What was going on below my neck? I realized I had no idea anymore.
In an attempt to reunite my brain and body, I got my nose out
of my books and began taking myself to our faculty and staff
gym, the Blomeyer Center. I had to overcome the host of intimidations
and obstacles that any wannabe gym rat has to face: the sore
muscles and stressed tendons, the tedious discipline of packing
and unpacking a gym bag every day, the knowledge that you really
do look like an idiot on the rowing machine, and all those piles
of stinky laundry. Over the course of eight months, I lost the
weight and got comfortable and confident enough in the gym to
begin looking for new challenges.
I had been interested in learning T'ai Chi for years and was
delighted to see an announcement that classes would begin in
the Blomeyer Center--yet part of me wanted to find an excuse
not to go. Something about the idea of an exercise class turned
me off. I blamed it on childhood Phys Ed trauma (I have a memory
of a fifth-grade volleyball game in which I was jeered by my
own side after fluffing a key serve that is still so fiercely
embarrassing that my palms sweat even as I type this sentence).
I came to understand, however, that what really scared me was
the prospect of becoming a student of anything I wasn't certain
of being good at. I suspect this is a vocational affliction for
many overachieving academics, for while we talk broadly about
the joys of education, what we professors specifically relish
is the pleasure of knowing more about the subject at hand than
anyone else in the room.
But I'm getting ahead of myself. All this history of disengagement
of my mind from my body is by way of illustrating that when I
decided to sign up for lessons in T'ai Chi, I was embarking on
a project that I knew would be good for me, but the prospect
of which caused short bursts of panic as I contemplated various
scenarios of humiliation. For two weeks before the class began,
I recited a little inverse affirmation: "You are allowed
to be lousy at this. Your role is to be the one who is so clueless
that you make everyone else feel better."
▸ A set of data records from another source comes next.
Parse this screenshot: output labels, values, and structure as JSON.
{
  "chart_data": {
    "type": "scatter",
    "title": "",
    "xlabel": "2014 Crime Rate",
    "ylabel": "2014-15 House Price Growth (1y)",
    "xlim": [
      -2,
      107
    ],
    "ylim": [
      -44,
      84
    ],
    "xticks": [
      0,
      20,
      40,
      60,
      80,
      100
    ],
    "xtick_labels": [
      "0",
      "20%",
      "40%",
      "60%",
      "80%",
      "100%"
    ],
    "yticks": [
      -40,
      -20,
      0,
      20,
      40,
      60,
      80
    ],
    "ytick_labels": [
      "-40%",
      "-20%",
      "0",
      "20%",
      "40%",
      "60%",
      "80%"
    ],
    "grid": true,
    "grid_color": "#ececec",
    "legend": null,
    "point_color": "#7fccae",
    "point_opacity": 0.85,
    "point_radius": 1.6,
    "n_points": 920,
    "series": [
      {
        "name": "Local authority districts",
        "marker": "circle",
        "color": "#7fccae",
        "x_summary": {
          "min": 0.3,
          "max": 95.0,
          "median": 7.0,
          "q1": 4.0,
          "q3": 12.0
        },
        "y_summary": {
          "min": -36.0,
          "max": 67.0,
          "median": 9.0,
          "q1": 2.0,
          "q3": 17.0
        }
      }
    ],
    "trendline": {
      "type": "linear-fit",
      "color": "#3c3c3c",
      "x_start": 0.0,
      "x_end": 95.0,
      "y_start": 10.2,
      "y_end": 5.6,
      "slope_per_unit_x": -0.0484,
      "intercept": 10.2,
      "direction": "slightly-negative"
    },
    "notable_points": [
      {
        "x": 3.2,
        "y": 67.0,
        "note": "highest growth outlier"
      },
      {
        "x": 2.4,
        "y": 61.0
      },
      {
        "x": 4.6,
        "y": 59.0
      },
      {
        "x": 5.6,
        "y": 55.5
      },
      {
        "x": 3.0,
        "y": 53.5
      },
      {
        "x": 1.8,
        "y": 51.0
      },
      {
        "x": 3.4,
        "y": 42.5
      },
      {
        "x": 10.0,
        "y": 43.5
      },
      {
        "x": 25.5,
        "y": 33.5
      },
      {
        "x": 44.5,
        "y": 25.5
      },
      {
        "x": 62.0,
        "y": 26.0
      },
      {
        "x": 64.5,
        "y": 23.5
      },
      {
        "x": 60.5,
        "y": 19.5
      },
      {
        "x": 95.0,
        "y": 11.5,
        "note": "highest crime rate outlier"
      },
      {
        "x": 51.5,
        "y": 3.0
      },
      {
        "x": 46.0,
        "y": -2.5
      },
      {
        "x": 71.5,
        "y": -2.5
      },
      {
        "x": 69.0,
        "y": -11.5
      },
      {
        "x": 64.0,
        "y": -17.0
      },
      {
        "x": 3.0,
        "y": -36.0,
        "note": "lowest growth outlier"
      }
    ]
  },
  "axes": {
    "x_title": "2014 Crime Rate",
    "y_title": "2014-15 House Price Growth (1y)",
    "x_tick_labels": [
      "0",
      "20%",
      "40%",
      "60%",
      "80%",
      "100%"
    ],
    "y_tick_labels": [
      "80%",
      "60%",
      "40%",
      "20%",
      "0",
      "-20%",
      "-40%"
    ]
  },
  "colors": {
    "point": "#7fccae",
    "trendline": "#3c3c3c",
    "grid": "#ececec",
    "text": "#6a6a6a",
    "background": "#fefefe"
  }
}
Reciting it one last time in the locker room before our first
lesson, I suddenly realized that some of my students probably
feel exactly the same way before the classes I teach. My classes
are almost entirely verbal: we talk about words on the page,
we write about words on the page, we talk about the writing we
do about the words, we even drag music and images into this hothouse
of linguistic reflexivity. For students not adept with academic
language, such a prospect must be just as dismaying as the demand
of T'ai Chi on a professor: stop talking and experience your
body in motion, your mind in stillness. I was encountering the
distressing reality of something I have often said in an offhand
way to my own students: to learn anything, you must admit that
you don't know something. What I hadn't remembered was how utterly
vulnerable the position of the student feels, especially when
you have no prior assurance that you will learn the new skill
or material easily and move into the much more pleasurable zone
of mastery.
Making myself into a nervous student made me keenly aware of
my dependency on the instructor, and luckily, I was being taught
T'ai Chi by Michael Dillard, one of the smartest and most gentle
teachers I have ever met. In studying this martial art, you are
ultimately discovering a whole new way of imagining your body
in time and space, but more immediately memorizing a sequence
of linked postures called a form. The work required to learn
T'ai Chi is internal and mental as much as it is physical. I
have known other teachers who believe, like me, that students
only learn what they discover for themselves, but I have never
met one who is such a careful monitor of his students' learning
process.
Sifu Dillard describes three kinds of learning: visual (learning
by watching the teacher), kinetic (learning by performing the
exercises), and verbal (learning through descriptive metaphorical
instructions). He urges us to figure out what mix of the three
makes up our own learning style. He is also careful to avoid
the discouragement that can come from contemplating the intricacy
of T'ai Chi by layering the lessons, so that we learn the broad
strokes of a posture first and fill in detail slowly over subsequent
weeks and months.
Of course, despite giving myself permission to be mediocre, I
was extremely anxious at the beginning that I would never get
it at all. Over the first few months, I discovered I could begin
to learn T'ai Chi only when I relaxed and accepted the
traditional wisdom that it is an art to be learned very slowly,
in the progressive way my teacher understood. I also realized
that I couldn't learn it just by attending the weekly lesson.
I need to practice on my own (kinetic learning) with my teacher's
instructive voice in my head (verbal learning). For me, the real
trick is concentrating on finding all the things I don't understand
(how do I get from this posture to that posture? which hand is
on top in this gesture?) so that I know what to focus on in my
Sifu's next lesson. While it is practically impossible to think
about anything other than the demands of the moment while you
are doing T'ai Chi (shift your weight to the left foot, bring
your left arm back, bring your right hand across your face),
you can mull things over afterwards. I realize I am discerning
larger lessons about the yin and yang of learning: that mastery
comes only through the daily practice of admitting deficiency,
and that you can only become someone's student by becoming your
own teacher.
This very direct experience of the union of opposites is going
to shape my teaching over the next few years. I have a new sense
of a responsibility to guide students into, through, and out
of the productive but uncomfortable stage of confessed ignorance
and to reacquaint them with the sheer pleasure of learning new
things. To that end, I'm trying to figure out how to apply the
techniques of layered lessons to my classes in reading texts
and writing about them. I'm also taking what I've learned about
teaching styles directly to my students, urging them to think
about how they learn and stressing self-tutoring as a life-long
necessity. In essence, I've learned that every student must be
a little bit of a teacher, and every teacher must be a little
bit of a student. But the most powerful yin-yang irony is that
in trying to rebel against the life of the mind and my identity
as tenured professor, I learned inadvertently how to be a better
teacher.
Kate
Nickerson is an associate professor in the Graduate Institute
of the Liberal Arts and the English department. She is the current
recipient of the Award for Teaching Excellence in the Humanities
from the Center for Teaching and Curriculum.